This morning I went to move some bottles from the closet to the fridge, since it had been two weeks since bottling. When I opened the box, I found one bottle shattered; I can't confirm that it actually exploded from internal pressure, but I haven't moved the box much at all, so that's my assumption. The break appears to have occurred in the middle of the bottle. I don't know at what point the bottle in question broke, as all the beer had already dried.

The rest of the bottles are all intact. I've sampled this beer at various stages, and up to the most recent sample (10 days after bottling), I still would have considered it undercarbed.

This was a smaller batch (3 gallons) that fermented from 1.052 all the way down to 1.004 with US-05. It held at 1.004 for a full week, so it was done. Note that I probably overpitched the yeast, which was rinsed from a previous 3-gallon batch and split into two. It has tasted fine so far, dare I even say "good." I bottled an estimated 2.8 gallons with 2.3 oz. of table sugar, giving it 2.4 CO2 volumes. It has been conditioning at room temp, somewhere in the 66-72 range.

I'd prefer not to dump the beer. Could this be an instance of a weak bottle, a lone infected bottle, poor priming sugar mixing, or something else?
 
I have had two random bottle bombs, one in the first week of carbing and another batch several months later and I attribute it to weak bottles. I could wait and see if you get any more but if not already in a plastic bin, I would put them into them in there to keep the mess contained.
 
Had this happen once with a hefe. One bottle out of a batch of 24 cracked cleanly at the bottom, no shattering or exploding. All the other bottles were fine after a few days in the fridge with perfect carbonation. I chalked it up to one defective bottle.

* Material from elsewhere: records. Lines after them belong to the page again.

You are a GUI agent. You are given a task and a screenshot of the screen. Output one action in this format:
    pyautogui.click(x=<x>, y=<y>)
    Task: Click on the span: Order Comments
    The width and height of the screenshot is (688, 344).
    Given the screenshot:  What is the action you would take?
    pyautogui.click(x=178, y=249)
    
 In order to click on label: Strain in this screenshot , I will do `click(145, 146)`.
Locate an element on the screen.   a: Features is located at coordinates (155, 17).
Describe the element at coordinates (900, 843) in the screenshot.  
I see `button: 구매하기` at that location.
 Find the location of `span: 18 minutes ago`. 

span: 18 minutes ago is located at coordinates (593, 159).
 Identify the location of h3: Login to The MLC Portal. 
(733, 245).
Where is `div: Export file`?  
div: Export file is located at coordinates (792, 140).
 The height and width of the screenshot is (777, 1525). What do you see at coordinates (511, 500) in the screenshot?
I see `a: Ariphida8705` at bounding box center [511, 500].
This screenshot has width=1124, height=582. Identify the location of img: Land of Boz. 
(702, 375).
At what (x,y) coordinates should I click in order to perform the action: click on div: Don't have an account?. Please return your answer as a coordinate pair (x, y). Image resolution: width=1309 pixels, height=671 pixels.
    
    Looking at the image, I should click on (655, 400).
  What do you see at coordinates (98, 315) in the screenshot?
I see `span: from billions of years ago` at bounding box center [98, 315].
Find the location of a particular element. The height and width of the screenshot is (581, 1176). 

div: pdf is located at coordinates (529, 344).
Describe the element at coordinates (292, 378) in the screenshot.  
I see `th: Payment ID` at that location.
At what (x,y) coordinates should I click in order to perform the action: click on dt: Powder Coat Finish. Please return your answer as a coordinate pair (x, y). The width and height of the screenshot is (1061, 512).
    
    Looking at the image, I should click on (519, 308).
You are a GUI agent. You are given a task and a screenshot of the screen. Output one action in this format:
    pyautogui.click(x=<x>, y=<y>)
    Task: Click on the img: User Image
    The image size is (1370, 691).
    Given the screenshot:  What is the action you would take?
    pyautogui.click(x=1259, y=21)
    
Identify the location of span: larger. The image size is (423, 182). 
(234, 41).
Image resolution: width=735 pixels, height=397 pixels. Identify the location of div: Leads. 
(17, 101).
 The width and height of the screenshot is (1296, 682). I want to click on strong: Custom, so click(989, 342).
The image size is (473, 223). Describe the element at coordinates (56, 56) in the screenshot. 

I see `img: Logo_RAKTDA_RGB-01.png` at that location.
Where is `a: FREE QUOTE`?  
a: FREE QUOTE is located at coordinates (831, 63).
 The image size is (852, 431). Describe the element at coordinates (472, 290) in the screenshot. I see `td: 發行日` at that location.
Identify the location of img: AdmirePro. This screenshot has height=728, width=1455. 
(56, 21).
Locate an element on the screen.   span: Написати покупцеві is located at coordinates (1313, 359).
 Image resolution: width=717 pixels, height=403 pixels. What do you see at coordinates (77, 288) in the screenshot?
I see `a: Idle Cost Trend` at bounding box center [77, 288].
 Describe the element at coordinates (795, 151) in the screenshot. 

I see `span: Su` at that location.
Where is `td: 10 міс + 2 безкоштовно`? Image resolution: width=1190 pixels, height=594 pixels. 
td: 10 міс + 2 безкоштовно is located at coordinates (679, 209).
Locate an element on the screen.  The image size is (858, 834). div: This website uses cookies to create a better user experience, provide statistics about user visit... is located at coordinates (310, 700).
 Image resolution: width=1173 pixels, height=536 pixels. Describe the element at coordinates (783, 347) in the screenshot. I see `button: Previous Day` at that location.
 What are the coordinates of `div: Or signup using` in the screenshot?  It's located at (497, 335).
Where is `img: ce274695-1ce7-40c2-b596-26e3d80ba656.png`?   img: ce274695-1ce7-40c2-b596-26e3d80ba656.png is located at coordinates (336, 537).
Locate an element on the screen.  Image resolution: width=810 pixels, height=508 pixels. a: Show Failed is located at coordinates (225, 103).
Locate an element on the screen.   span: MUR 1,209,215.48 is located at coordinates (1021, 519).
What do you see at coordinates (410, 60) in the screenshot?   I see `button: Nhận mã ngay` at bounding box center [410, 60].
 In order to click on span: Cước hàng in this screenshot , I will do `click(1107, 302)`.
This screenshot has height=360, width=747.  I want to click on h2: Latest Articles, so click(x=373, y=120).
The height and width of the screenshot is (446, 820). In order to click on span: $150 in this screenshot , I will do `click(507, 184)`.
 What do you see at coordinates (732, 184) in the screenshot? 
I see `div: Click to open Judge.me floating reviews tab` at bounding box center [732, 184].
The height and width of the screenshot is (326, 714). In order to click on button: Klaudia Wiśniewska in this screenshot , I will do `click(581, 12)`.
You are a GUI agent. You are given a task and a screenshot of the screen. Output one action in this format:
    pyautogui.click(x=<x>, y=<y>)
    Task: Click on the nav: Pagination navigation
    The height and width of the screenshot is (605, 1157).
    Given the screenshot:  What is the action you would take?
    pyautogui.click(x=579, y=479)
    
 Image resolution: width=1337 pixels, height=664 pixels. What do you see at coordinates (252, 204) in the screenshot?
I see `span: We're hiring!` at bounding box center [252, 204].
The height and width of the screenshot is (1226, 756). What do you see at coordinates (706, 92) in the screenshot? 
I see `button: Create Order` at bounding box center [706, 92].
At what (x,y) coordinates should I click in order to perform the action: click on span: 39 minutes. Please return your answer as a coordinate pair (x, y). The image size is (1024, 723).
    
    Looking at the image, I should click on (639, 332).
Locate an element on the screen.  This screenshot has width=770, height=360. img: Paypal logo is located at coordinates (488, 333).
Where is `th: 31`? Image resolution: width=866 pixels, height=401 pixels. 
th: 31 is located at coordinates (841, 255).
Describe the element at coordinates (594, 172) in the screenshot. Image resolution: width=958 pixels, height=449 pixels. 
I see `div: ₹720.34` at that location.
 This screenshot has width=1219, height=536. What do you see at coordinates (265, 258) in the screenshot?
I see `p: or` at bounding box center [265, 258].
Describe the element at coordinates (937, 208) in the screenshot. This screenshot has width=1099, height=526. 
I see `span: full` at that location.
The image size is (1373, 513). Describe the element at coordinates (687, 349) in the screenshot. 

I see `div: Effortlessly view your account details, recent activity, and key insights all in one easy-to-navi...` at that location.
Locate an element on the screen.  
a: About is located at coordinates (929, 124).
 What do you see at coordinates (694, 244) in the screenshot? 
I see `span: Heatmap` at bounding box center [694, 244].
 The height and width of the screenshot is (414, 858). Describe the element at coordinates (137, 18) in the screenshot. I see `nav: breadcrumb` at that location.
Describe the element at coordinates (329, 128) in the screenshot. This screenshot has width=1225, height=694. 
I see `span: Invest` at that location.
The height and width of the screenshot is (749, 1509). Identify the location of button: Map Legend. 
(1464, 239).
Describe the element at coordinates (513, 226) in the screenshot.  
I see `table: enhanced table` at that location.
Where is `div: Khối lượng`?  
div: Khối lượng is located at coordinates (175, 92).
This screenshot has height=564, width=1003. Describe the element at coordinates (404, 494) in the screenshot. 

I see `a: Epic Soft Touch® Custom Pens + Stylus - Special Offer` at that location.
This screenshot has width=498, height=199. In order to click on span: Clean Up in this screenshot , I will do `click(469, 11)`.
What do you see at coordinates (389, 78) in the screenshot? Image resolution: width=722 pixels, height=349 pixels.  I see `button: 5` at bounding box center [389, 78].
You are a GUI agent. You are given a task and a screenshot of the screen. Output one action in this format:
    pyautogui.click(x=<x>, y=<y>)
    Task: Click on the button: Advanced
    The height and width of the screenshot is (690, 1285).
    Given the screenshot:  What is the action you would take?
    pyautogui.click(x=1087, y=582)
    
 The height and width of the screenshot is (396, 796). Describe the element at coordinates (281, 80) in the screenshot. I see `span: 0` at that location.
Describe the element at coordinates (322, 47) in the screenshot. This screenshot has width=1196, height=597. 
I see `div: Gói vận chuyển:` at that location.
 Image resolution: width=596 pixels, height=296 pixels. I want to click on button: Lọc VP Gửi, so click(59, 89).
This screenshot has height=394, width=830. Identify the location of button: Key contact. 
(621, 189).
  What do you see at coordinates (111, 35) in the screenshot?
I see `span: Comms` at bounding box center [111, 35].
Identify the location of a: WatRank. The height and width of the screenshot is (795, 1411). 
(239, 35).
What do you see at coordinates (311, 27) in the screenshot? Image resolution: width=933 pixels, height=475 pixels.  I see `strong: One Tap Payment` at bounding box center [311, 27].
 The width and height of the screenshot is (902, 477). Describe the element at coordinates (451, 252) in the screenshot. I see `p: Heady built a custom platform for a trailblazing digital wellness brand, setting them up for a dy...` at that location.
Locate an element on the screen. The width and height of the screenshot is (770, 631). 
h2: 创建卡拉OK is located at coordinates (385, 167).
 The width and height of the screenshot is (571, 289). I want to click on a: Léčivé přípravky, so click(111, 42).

Take some precautions like putting your bottles in a plastic tub and put some in the fridge. If you get any more iffy ones, start drinking fast.
 
IF you had a single bottle that wasn't cleaned and sanitized properly, a one-off infection could definitely cause that. I had a set of six bottles that somehow missed the clean out process, and lo and behold, six gushers out of 52 bottles total.
 
It could be a one-off problem. Could be an infection - to me, 92.3% seems like high attenuation for US-05. Could also be incomplete mixing in of the priming sugar. Be careful with those bottles.
 
Incomplete mixing, or bad bottle may be it.

You can check to see if it is the beer. Nexf bottle you open, fill hydrometer jar and let beer go flat. Check gravity.